Leatherhat on July 6th, 2012 3pm. Vita sales:"3 mil for COD 2 mil for AC. Maybe more. "  thehusbo on July 6th, 2012 5pm. Vita sales:"5 mil for COD 2.2 mil for AC."

@rolstoppable but PSP has had games that have done well in that genre, the Wii not so much. So maybe the devs were foolish enough to think that they could capture that spark??? THe Wii never had that spark for those kind of games to begin with. Yes, i dont think the games should have been made, ill go so far as to say that HD games should not get ported down to Wii or PSP at all. Either they put some b team on it and it sucks(Hot pursuit) they do manage to get it to work but by that time no one will care and whoever wanted to play the game have had there fill (soul calibur broken destiny) or its just some versionthats not as good and will sell worst than the HDs anyway (spiderman, force unleashed 2, etc) UNLESS they actually do something drastically different and make it good, which is rare is the only way I can see it work (force unleashed 1 for Wii was good) and of course the more family oriented games are going to do better no matter what (Toy Story 3, even though it was missing that key toy box feature)
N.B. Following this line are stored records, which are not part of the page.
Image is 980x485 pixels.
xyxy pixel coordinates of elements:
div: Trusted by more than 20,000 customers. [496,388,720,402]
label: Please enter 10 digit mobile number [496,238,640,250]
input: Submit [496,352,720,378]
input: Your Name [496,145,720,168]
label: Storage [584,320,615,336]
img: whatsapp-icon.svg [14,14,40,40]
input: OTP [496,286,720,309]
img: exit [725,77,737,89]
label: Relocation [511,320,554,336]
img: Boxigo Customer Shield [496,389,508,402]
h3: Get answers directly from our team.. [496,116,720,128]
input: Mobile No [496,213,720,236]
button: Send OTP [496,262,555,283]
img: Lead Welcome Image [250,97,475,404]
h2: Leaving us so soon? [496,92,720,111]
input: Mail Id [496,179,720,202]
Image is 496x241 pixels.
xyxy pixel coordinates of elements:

@noname  Mario Kart is not an arcade racer, its a kart game, even so thats still just one game, what about the others, why does Wii owners not buy those? (they probably suck)
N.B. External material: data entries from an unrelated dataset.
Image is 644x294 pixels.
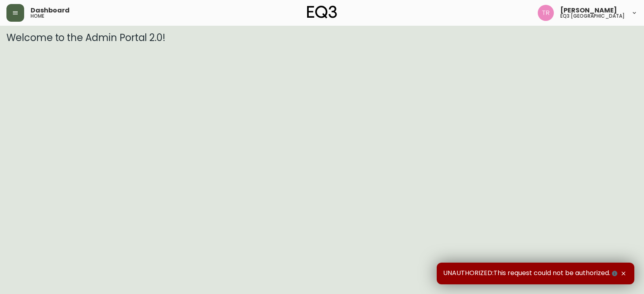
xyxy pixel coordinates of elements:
[538,5,554,21] img: 214b9049a7c64896e5c13e8f38ff7a87
[443,269,619,277] span: UNAUTHORIZED:This request could not be authorized.
[31,14,44,18] h5: home
[560,7,617,14] span: [PERSON_NAME]
[31,7,70,14] span: Dashboard
[307,6,337,18] img: logo
[7,32,637,43] h3: Welcome to the Admin Portal 2.0!
[560,14,624,18] h5: eq3 [GEOGRAPHIC_DATA]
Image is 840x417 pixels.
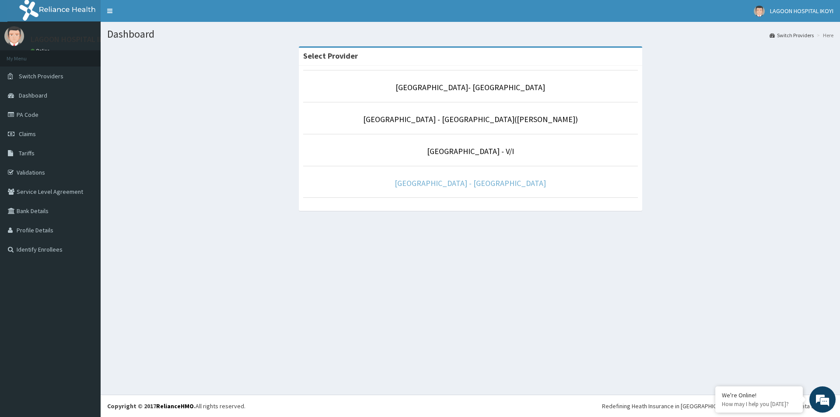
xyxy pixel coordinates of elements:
[107,402,196,410] strong: Copyright © 2017 .
[770,32,814,39] a: Switch Providers
[101,395,840,417] footer: All rights reserved.
[770,7,833,15] span: LAGOON HOSPITAL IKOYI
[19,130,36,138] span: Claims
[602,402,833,410] div: Redefining Heath Insurance in [GEOGRAPHIC_DATA] using Telemedicine and Data Science!
[107,28,833,40] h1: Dashboard
[395,178,546,188] a: [GEOGRAPHIC_DATA] - [GEOGRAPHIC_DATA]
[396,82,545,92] a: [GEOGRAPHIC_DATA]- [GEOGRAPHIC_DATA]
[754,6,765,17] img: User Image
[4,26,24,46] img: User Image
[427,146,514,156] a: [GEOGRAPHIC_DATA] - V/I
[19,149,35,157] span: Tariffs
[722,391,796,399] div: We're Online!
[31,35,115,43] p: LAGOON HOSPITAL IKOYI
[303,51,358,61] strong: Select Provider
[31,48,52,54] a: Online
[815,32,833,39] li: Here
[19,91,47,99] span: Dashboard
[156,402,194,410] a: RelianceHMO
[19,72,63,80] span: Switch Providers
[722,400,796,408] p: How may I help you today?
[363,114,578,124] a: [GEOGRAPHIC_DATA] - [GEOGRAPHIC_DATA]([PERSON_NAME])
@Degausser again you are the voice of reason and might I add that the PSP version of MOH heroes 2 still outsole the Wii version



oniyide said:

^^^ here we go again. "waaah, you made that game for this system but why not mine??" no offense but some of y'all sound like jealous kids

@Declan  just cause it got a sequel doesnt mean it did well. less than half a mil with a install base like Wii, a FPS that is supposedly a genre that is "better" on Wii because of "superior" control?? that is nothing to be proud of. ive seen FPSs on PS3 with worst reviews and little advertisement do better

I wasn't really suggesting that it did well (in terms of huge sales) - I was kind of suggesting that for a game to sell as The Conduit did and still get a sequel it mustn't have cost a huge amount to make (nowhere near the likes of, say, Assassins Creed, RE5 etc. - third party HD blockbusters).  In that regard, it didn't meet all the criteria set out in the OP.



oniyide said:

@noname  Mario Kart is not an arcade racer, its a kart game, even so thats still just one game, what about the others, why does Wii owners not buy those? (they probably suck)
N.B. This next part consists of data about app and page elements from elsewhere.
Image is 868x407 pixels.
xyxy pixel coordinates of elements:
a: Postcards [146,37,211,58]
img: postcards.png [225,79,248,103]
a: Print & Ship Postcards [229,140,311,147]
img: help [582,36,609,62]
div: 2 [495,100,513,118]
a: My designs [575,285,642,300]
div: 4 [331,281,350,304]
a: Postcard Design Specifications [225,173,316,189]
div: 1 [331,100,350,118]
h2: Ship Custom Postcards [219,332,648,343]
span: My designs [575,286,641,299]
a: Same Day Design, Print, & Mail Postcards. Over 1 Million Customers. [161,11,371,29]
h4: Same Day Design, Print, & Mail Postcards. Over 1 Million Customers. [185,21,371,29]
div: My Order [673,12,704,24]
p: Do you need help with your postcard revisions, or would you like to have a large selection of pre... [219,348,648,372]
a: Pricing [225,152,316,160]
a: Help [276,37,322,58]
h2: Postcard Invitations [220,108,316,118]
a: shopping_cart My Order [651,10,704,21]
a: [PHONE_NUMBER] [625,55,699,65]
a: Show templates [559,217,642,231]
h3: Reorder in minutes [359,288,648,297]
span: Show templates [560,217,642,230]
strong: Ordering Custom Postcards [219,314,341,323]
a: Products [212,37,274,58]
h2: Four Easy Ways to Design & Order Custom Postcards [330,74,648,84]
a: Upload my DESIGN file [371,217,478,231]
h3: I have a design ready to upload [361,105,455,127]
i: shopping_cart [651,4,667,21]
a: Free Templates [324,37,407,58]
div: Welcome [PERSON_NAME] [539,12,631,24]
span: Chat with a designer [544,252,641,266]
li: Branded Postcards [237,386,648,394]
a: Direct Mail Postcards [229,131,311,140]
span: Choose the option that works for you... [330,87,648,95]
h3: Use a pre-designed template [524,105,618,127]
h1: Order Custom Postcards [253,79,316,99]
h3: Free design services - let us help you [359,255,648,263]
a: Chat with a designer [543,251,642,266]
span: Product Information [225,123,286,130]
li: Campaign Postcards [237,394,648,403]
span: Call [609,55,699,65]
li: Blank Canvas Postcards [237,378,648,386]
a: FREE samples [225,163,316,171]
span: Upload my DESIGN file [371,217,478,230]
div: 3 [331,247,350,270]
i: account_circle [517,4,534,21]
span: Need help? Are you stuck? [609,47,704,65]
I'm not sure you're using the same definiton of "arcade racer" as the rest of us.  As far as I know, you're the only person who puts them in a separate category because they're riding go-karts instead of regular cars, hovercraft, or some other racing contraption. 

As for other racing games, arcade or simluation, there have been a grand total of five others on the system, three of which I've never heard of.  And one of those five is the NASCAR racing game, which is the sixth best-selling NASCAR game of all time on any console.